A United Nations (UN) body has ruled that the United States and the United Arab Emirates share responsibility for holding an Afghan refugee in detention in Abu Dhabi for more than two years, a case rights groups say reflects the plight of thousands of others.
The man, identified only as “Mr. B” for his protection, was a former police colonel who worked with U.S. forces in Afghanistan and faced threats from the Taliban. He and his family were evacuated in 2021 during the chaotic U.S. withdrawal from the country under President Joe Biden.
According to U.N. documents, private U.S. operators told him he would stay in the UAE for just two weeks before being transferred to the United States. Instead, he spent more than two years under constant surveillance inside the Emirates Humanitarian City, a large housing complex the UAE says is used for evacuees.
“The Working Group thus finds the United Arab Emirates and the United States of America jointly responsible for Mr. B’s arbitrary detention,” the U.N. panel wrote in a report released this week.
The five-member group, which investigates cases of unlawful detention for the U.N. Human Rights Council, called on both countries to offer compensation and reparations. It said the U.S. violated the 1966 International Covenant on Civil and Political Rights, a treaty guaranteeing basic freedoms.
The U.S. mission in Geneva did not respond to requests for comment. The State Department has previously said it is committed to resettling eligible Afghans and noted that more than 100,000 have already been relocated since 2021.
Mr. B was finally transferred to the U.S. in early 2024 and is now free.
The UAE did not formally reply to the U.N. process and is not a signatory to the treaty, though the panel said its actions violated the Universal Declaration of Human Rights. “The circumstances clearly demonstrate that Mr. B. was held there against his will, prohibited from leaving and subjected to conditions that meet the established criteria for deprivation of liberty,” it said.
The UAE has not commented on the report. Officials have previously insisted evacuees are safe and well cared for, citing access to housing, food, health services, education, and counseling.
Human Rights Watch reported in 2023 that the Emirates Humanitarian City functioned “essentially as a prison,” with as many as 2,700 Afghans confined inside.
Falah Sayed of MENA Rights Group, which submitted Mr. B’s case, said the ruling could apply to thousands of other Afghans still held in the complex.
While the U.N. Working Group cannot enforce its decisions, its findings are often used in legal proceedings and have led to the release of detainees in the past.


What you are asked to do. Would you please write out each entry that follows, exactly as written?

Extracted information.
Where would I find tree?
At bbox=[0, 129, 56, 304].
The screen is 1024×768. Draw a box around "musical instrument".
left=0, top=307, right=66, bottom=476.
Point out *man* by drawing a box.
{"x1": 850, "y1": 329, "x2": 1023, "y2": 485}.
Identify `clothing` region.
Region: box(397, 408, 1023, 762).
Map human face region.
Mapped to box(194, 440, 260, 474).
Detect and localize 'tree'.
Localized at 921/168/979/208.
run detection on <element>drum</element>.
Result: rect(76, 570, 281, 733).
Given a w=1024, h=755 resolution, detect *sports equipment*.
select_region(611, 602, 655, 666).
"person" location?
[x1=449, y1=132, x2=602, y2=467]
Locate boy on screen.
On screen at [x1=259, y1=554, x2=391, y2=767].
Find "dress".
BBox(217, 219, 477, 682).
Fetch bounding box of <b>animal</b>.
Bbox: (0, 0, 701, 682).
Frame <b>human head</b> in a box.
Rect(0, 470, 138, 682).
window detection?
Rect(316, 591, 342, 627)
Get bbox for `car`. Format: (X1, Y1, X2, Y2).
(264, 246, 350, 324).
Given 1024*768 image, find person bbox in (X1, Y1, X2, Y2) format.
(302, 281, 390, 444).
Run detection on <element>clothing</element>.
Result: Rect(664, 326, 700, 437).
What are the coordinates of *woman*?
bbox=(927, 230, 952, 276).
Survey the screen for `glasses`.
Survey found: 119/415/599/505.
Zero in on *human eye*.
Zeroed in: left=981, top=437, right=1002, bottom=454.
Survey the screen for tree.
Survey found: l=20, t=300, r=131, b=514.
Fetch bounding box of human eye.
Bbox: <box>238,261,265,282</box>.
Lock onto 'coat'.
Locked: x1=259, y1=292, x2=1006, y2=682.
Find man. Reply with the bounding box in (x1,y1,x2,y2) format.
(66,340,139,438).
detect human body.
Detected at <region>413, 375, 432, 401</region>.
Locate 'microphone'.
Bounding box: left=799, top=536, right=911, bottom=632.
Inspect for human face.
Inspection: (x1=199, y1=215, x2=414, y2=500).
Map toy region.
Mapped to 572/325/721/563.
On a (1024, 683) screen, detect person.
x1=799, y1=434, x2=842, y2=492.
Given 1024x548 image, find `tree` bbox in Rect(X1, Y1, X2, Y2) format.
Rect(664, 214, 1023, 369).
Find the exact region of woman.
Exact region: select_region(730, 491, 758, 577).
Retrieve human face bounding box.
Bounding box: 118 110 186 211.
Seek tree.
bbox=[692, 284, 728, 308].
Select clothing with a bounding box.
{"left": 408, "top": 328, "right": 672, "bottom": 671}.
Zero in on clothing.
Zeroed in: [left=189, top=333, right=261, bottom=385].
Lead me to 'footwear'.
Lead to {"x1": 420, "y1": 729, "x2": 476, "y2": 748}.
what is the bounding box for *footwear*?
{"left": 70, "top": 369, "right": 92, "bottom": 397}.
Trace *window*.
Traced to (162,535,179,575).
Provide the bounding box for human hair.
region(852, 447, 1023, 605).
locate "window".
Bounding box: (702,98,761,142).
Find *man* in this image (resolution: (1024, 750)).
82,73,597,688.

Response to this task.
Where would I find tree?
At bbox=[0, 129, 56, 304].
The screen is 1024×768. Draw a box around "musical instrument".
left=0, top=307, right=66, bottom=476.
Point out *man* by drawing a box.
{"x1": 850, "y1": 329, "x2": 1023, "y2": 485}.
Identify `clothing` region.
Region: box(397, 408, 1023, 762).
Map human face region.
Mapped to box(194, 440, 260, 474).
Detect and localize 'tree'.
Localized at 921/168/979/208.
run detection on <element>drum</element>.
Result: rect(76, 570, 281, 733).
Given a w=1024, h=755 resolution, detect *sports equipment*.
select_region(611, 602, 655, 666).
"person" location?
[x1=449, y1=132, x2=602, y2=467]
Locate boy on screen.
On screen at [x1=259, y1=554, x2=391, y2=767].
Find "dress".
BBox(217, 219, 477, 682).
Fetch bounding box of <b>animal</b>.
Bbox: (0, 0, 701, 682).
Frame <b>human head</b> in a box.
Rect(0, 470, 138, 682).
window detection?
Rect(316, 591, 342, 627)
Get bbox for `car`. Format: (X1, Y1, X2, Y2).
(264, 246, 350, 324).
Given 1024*768 image, find person bbox in (X1, Y1, X2, Y2) format.
(302, 281, 390, 444).
Run detection on <element>clothing</element>.
Result: Rect(664, 326, 700, 437).
What are the coordinates of *woman*?
bbox=(927, 230, 952, 276).
Survey the screen for `glasses`.
Survey found: 119/415/599/505.
Zero in on *human eye*.
Zeroed in: left=981, top=437, right=1002, bottom=454.
Survey the screen for tree.
Survey found: l=20, t=300, r=131, b=514.
Fetch bounding box of human eye.
Bbox: <box>238,261,265,282</box>.
Lock onto 'coat'.
Locked: x1=259, y1=292, x2=1006, y2=682.
Find man. Reply with the bounding box in (x1,y1,x2,y2) format.
(66,340,139,438).
detect human body.
Detected at <region>413, 375, 432, 401</region>.
Locate 'microphone'.
Bounding box: left=799, top=536, right=911, bottom=632.
Inspect for human face.
Inspection: (x1=199, y1=215, x2=414, y2=500).
Map toy region.
Mapped to 572/325/721/563.
On a (1024, 683) screen, detect person.
x1=799, y1=434, x2=842, y2=492.
Given 1024x548 image, find `tree` bbox in Rect(X1, Y1, X2, Y2) format.
Rect(664, 214, 1023, 369).
Find the exact region of woman.
Exact region: select_region(730, 491, 758, 577).
Retrieve human face bounding box.
Bounding box: 118 110 186 211.
Seek tree.
bbox=[692, 284, 728, 308].
Select clothing with a bounding box.
{"left": 408, "top": 328, "right": 672, "bottom": 671}.
Zero in on clothing.
Zeroed in: [left=189, top=333, right=261, bottom=385].
Lead me to 'footwear'.
Lead to {"x1": 420, "y1": 729, "x2": 476, "y2": 748}.
what is the bounding box for *footwear*?
{"left": 70, "top": 369, "right": 92, "bottom": 397}.
Trace *window*.
Traced to (162,535,179,575).
Provide the bounding box for human hair.
region(852, 447, 1023, 605).
locate "window".
Bounding box: (702,98,761,142).
Find *man* in this image (resolution: (1024, 750)).
82,73,597,688.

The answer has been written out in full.